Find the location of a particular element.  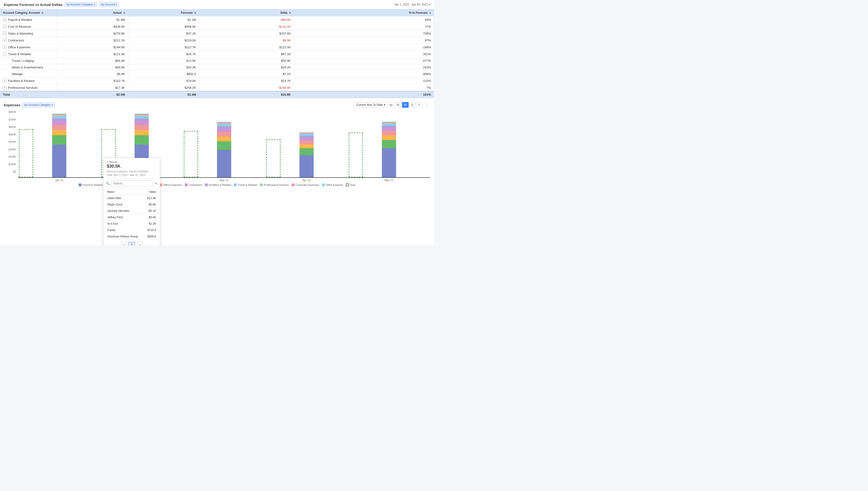

period-btn-w: W is located at coordinates (398, 105).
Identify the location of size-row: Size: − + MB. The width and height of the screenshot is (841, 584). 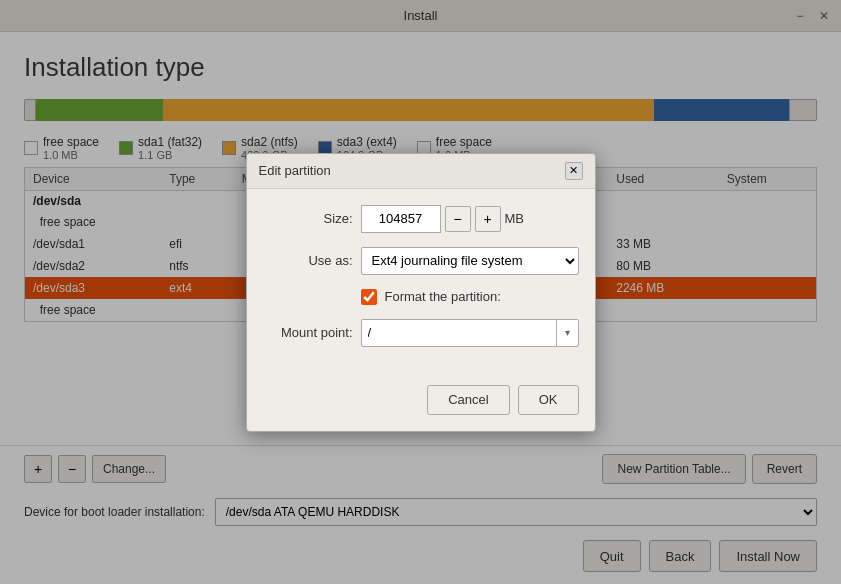
(421, 219).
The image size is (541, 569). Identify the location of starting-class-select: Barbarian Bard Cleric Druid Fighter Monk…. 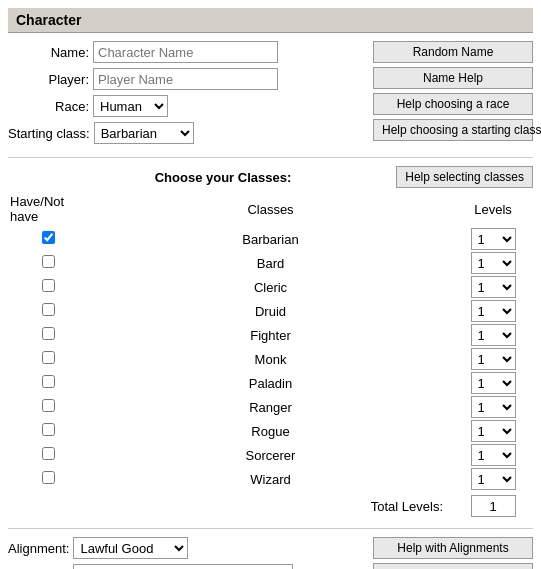
(144, 133).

□ □ □ □ □ □ □

▶ _Work to be completed_:
Your answer must consist of the entries, unchanged, with no pictures in it.

▶ _Answer area_:
Find the location of a particular element.  

period-btn-w: W is located at coordinates (398, 105).
Identify the location of size-row: Size: − + MB. The width and height of the screenshot is (841, 584). 
(421, 219).
The image size is (541, 569). Identify the location of starting-class-select: Barbarian Bard Cleric Druid Fighter Monk…. 
(144, 133).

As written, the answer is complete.